When you configure a static 0.0.0.0/0 route to force traffic through a third party virtual firewall on an NSX segment attached to a Tier-0 Gateway, ICMP reply traffic is lost when pinging an external IP address.
Symptoms include:
ICMP echo requests egress successfully, but the reply is dropped at the NSX Edges.
Modifying the static route to use 0.0.0.0/1 and 128.0.0.0/1 allows the ICMP echo reply to be successfully received.
Reviewing pktcap-uw --trace output verifies the drop occurs on the Tier-0 Distributed Router (DR) with the reason VdrRxTerminal -> PktFree.
The net-vdr --stats output explicitly confirms an extreme number of drops (e.g., RPF Failure Drops: 10101010).
VMware NSX
Tier-0 Gateway / Distributed Router (DR)
Strict Unicast Reverse Path Forwarding (URPF) is dropping return traffic on the Tier-0 Distributed Router (DR) due to asymmetric routing conditions introduced by the user-defined 0.0.0.0/0 static route.
In the 0.0.0.0/0 scenario, the DR routing table does not install the user-defined static route pointing to the virtual firewall. It relies on the system-generated default route pointing to the Edge Service Routers (SR) via the transit network.

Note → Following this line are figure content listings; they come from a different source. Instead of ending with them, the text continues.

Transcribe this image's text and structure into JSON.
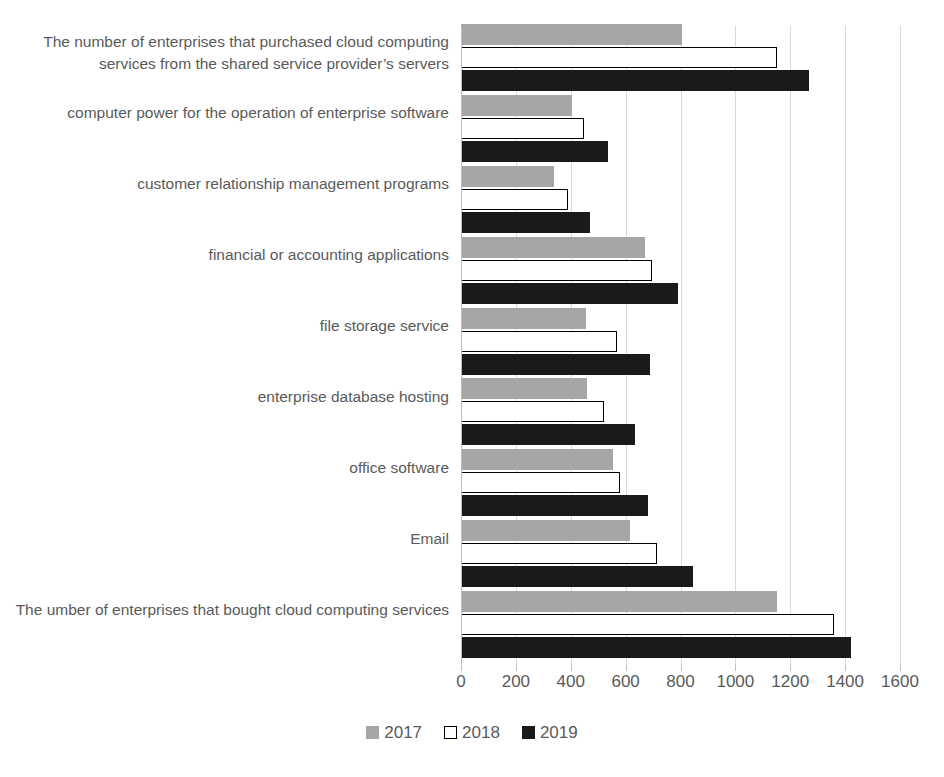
{
  "chart_data": {
    "type": "bar",
    "orientation": "horizontal",
    "title": "",
    "xlabel": "",
    "ylabel": "",
    "xlim": [
      0,
      1600
    ],
    "xticks": [
      0,
      200,
      400,
      600,
      800,
      1000,
      1200,
      1400,
      1600
    ],
    "xtick_labels": [
      "0",
      "200",
      "400",
      "600",
      "800",
      "1000",
      "1200",
      "1400",
      "1600"
    ],
    "grid": true,
    "legend_position": "bottom",
    "categories": [
      "The number of enterprises that purchased cloud computing services from the shared service provider’s servers",
      "computer power for the operation of enterprise software",
      "customer relationship management programs",
      "financial or accounting applications",
      "file storage service",
      "enterprise database hosting",
      "office software",
      "Email",
      "The umber of enterprises that bought cloud computing services"
    ],
    "series": [
      {
        "name": "2017",
        "color": "#a6a6a6",
        "values": [
          805,
          405,
          340,
          670,
          455,
          460,
          555,
          615,
          1150
        ]
      },
      {
        "name": "2018",
        "color": "#ffffff",
        "edge_color": "#000000",
        "values": [
          1150,
          450,
          390,
          695,
          570,
          520,
          580,
          715,
          1360
        ]
      },
      {
        "name": "2019",
        "color": "#1a1a1a",
        "values": [
          1270,
          535,
          470,
          790,
          690,
          635,
          680,
          845,
          1420
        ]
      }
    ]
  },
  "legend": {
    "items": [
      {
        "label": "2017",
        "swatch": "y2017"
      },
      {
        "label": "2018",
        "swatch": "y2018"
      },
      {
        "label": "2019",
        "swatch": "y2019"
      }
    ]
  },
  "colors": {
    "series_2017": "#a6a6a6",
    "series_2018": "#ffffff",
    "series_2019": "#1a1a1a",
    "gridline": "#d9d9d9",
    "text": "#595959"
  }
}
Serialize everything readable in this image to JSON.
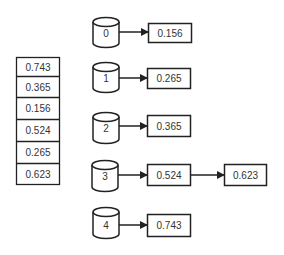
{
  "diagram": {
    "type": "bucket-sort",
    "colors": {
      "stroke": "#222222",
      "text": "#333333",
      "background": "#ffffff"
    },
    "input_array": {
      "values": [
        "0.743",
        "0.365",
        "0.156",
        "0.524",
        "0.265",
        "0.623"
      ]
    },
    "buckets": [
      {
        "label": "0",
        "items": [
          "0.156"
        ]
      },
      {
        "label": "1",
        "items": [
          "0.265"
        ]
      },
      {
        "label": "2",
        "items": [
          "0.365"
        ]
      },
      {
        "label": "3",
        "items": [
          "0.524",
          "0.623"
        ]
      },
      {
        "label": "4",
        "items": [
          "0.743"
        ]
      }
    ]
  }
}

When the return packet arrives on the firewall's Logical Interface (LIF), the DR routing table's return path points to the SR transit LIF. Strict URPF flags it as asymmetric/spoofed and drops it.
To resolve this issue, you must disable Strict URPF mode on the segment in use by the firewall and connected to the Tier 0 gateway.
Navigate to Networking > Segments in the NSX UI.
Edit the segment used by the virtual firewall.
Change the URPF Mode from Strict to None.
Save the configuration.
Why /1 routes circumvent the issue: By default, NSX applies Strict URPF on router interfaces to prevent IP spoofing, which requires the route back to the source IP to use the exact interface on which the packet was received. Changing the URPF mode to None disables this check. When using 0.0.0.0/1 and 128.0.0.0/1, the issue is circumvented because /1 is a more specific prefix than the system-generated /0 default route. These routes successfully install directly into the DR routing table pointing to the firewall's internal IP. When the DR performs the URPF check, it matches the 0.0.0.0/1 route pointing back out the exact same LIF the packet arrived on, allowing Strict URPF to pass.